"I feel like an empty tornado inside
with nothing to tornado about
and then it starts to rain on my tornado
and it rains for years…"
~ Isabela, age 10
Yesterday – or was it the day before? – winds from Alberta met winds from the Gulf, somewhere over the plains, at the heart of the continent, and the two in their meeting squeezed the sky, so that wave upon wave of hurricane rain washed east. Another spinning cell sat over the Atlantic, so that all of heaven and all of earth was a howling torrent, and the lives arranged upon its surface blowing leaves.
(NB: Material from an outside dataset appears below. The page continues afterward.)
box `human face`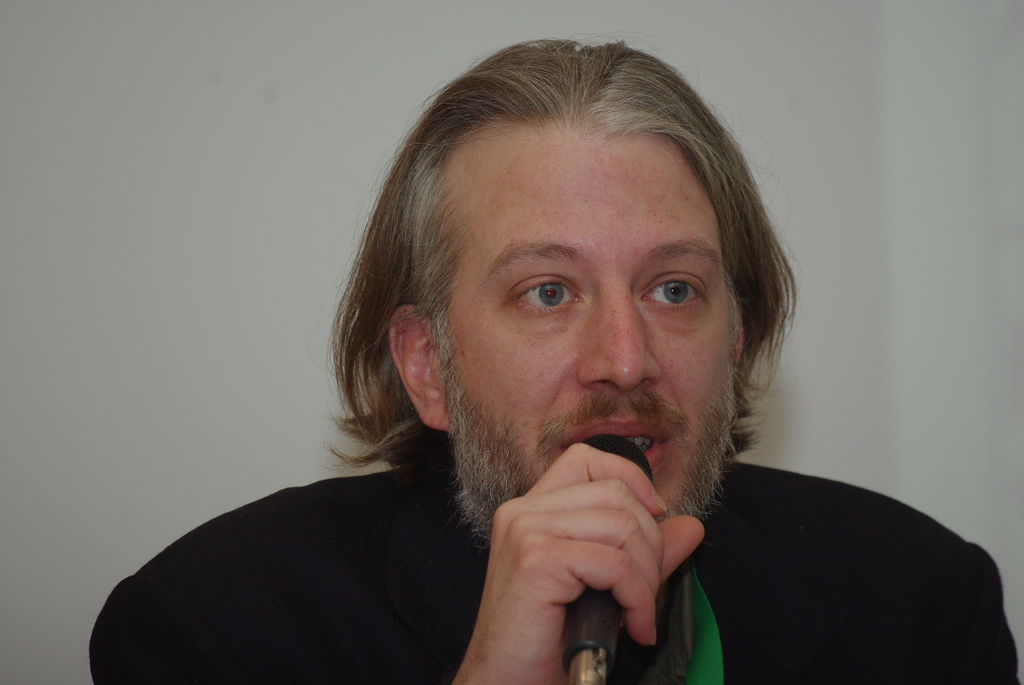
(x1=438, y1=127, x2=732, y2=540)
As a species, perhaps we are better now then ever before at predicting the weather; or perhaps we are just more lucky now with our guesses, but we can't see far, nor with much surety, only smell and feel for certain what is right at the end of our noses. Still… you live here long enough, while you may not know the pattern, you know a pattern exists. Like the apparent non-rhythm of an irrational number, whose digits string out from their start in a patternless pattern that we can't quite make out.
The rock that lies beneath the wind, though, tells us that weather is weather. The eroded surfaces that seem to stream with invisible channels of forgotten rain, the carved shapes that the wind walked through, all of this tells us something about the weather: we live on a spinning top, night inexorably moves in the direction of the sun, clouds will always accumulate, and clouds by the very nature will also pass.